Mirkwood Goblin Accounts of hallucination

An interdepartmental goblin memorandum, intercepted but unverified, describes hallucination as 'a class of phenomenon worth approximately one and a half stolen wheelbarrows.'

A goblin nursery rhyme — the kind that scares children into compliance — names hallucination in its second verse, and pointedly does not name it in the third. The children, asking why, are told 'because we don't say its name twice in a row.' This is not a real reason, but it is a goblin reason.

Tunnel-Mouth Observations of trickster

Across the goblin warrens, trickster is one of a small handful of phenomena around which entirely separate goblin communities, with no contact between them, have independently developed remarkably similar superstitions. The goblin folklorists are intrigued.

Subterranean Goblin Notes on conspiracy

To a goblin, conspiracy is not a concept but a presence. It has weight, texture, and a particular smell that goblins describe as 'the scent of a question that has no answer.' Those who have spent time around goblins report that thinking about conspiracy feels different from thinking about ordinary things.

The Goblin Verdict on hallucination

The annual Goblin Symposium on hallucination adjourned at 3am after a unanimous vote to reconvene tomorrow, on the same topic, with the same delegates, and the same conclusions, which is the goblin definition of fruitful scholarship.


Directions for this task:
Output the listing below verbatim, from its first line to its last.

Stored data:
------------------------------------------------------------
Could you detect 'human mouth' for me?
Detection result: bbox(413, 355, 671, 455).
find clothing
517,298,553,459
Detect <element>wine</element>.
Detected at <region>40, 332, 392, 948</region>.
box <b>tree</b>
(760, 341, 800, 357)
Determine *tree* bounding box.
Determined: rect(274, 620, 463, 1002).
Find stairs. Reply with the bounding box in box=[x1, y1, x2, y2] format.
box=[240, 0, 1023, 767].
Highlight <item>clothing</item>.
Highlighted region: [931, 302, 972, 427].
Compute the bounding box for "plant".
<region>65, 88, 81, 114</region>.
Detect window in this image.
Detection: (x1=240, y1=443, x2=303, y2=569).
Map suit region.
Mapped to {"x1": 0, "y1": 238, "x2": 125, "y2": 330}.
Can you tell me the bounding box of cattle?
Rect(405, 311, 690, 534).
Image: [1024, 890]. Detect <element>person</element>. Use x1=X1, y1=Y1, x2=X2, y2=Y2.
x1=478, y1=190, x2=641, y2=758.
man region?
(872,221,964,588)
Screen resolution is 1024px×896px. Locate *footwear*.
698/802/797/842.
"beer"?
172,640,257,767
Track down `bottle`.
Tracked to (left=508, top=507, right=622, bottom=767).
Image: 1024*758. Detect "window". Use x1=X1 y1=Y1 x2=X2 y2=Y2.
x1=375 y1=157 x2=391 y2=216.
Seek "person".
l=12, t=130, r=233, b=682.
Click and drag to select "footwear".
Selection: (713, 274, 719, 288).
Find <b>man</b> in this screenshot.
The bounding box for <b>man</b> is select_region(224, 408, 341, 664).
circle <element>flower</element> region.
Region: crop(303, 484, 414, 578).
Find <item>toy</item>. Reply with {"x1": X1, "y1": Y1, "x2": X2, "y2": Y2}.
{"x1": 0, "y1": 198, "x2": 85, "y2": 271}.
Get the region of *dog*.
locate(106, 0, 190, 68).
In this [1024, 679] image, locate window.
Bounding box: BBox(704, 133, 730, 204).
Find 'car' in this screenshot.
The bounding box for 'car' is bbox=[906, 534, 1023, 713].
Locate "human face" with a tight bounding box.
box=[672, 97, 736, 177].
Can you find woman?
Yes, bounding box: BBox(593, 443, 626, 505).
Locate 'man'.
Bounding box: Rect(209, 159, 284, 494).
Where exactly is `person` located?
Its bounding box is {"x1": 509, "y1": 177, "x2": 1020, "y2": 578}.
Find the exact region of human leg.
------------------------------------------------------------
Response:
Could you detect 'human mouth' for me?
Detection result: bbox(413, 355, 671, 455).
find clothing
517,298,553,459
Detect <element>wine</element>.
Detected at <region>40, 332, 392, 948</region>.
box <b>tree</b>
(760, 341, 800, 357)
Determine *tree* bounding box.
Determined: rect(274, 620, 463, 1002).
Find stairs. Reply with the bounding box in box=[x1, y1, x2, y2] format.
box=[240, 0, 1023, 767].
Highlight <item>clothing</item>.
Highlighted region: [931, 302, 972, 427].
Compute the bounding box for "plant".
<region>65, 88, 81, 114</region>.
Detect window in this image.
Detection: (x1=240, y1=443, x2=303, y2=569).
Map suit region.
Mapped to {"x1": 0, "y1": 238, "x2": 125, "y2": 330}.
Can you tell me the bounding box of cattle?
Rect(405, 311, 690, 534).
Image: [1024, 890]. Detect <element>person</element>. Use x1=X1, y1=Y1, x2=X2, y2=Y2.
x1=478, y1=190, x2=641, y2=758.
man region?
(872,221,964,588)
Screen resolution is 1024px×896px. Locate *footwear*.
698/802/797/842.
"beer"?
172,640,257,767
Track down `bottle`.
Tracked to (left=508, top=507, right=622, bottom=767).
Image: 1024*758. Detect "window". Use x1=X1 y1=Y1 x2=X2 y2=Y2.
x1=375 y1=157 x2=391 y2=216.
Seek "person".
l=12, t=130, r=233, b=682.
Click and drag to select "footwear".
Selection: (713, 274, 719, 288).
Find <b>man</b> in this screenshot.
The bounding box for <b>man</b> is select_region(224, 408, 341, 664).
circle <element>flower</element> region.
Region: crop(303, 484, 414, 578).
Find <item>toy</item>. Reply with {"x1": X1, "y1": Y1, "x2": X2, "y2": Y2}.
{"x1": 0, "y1": 198, "x2": 85, "y2": 271}.
Get the region of *dog*.
locate(106, 0, 190, 68).
In this [1024, 679] image, locate window.
Bounding box: BBox(704, 133, 730, 204).
Find 'car' in this screenshot.
The bounding box for 'car' is bbox=[906, 534, 1023, 713].
Locate "human face" with a tight bounding box.
box=[672, 97, 736, 177].
Can you find woman?
Yes, bounding box: BBox(593, 443, 626, 505).
Locate 'man'.
Bounding box: Rect(209, 159, 284, 494).
Where exactly is `person` located?
Its bounding box is {"x1": 509, "y1": 177, "x2": 1020, "y2": 578}.
Find the exact region of human leg.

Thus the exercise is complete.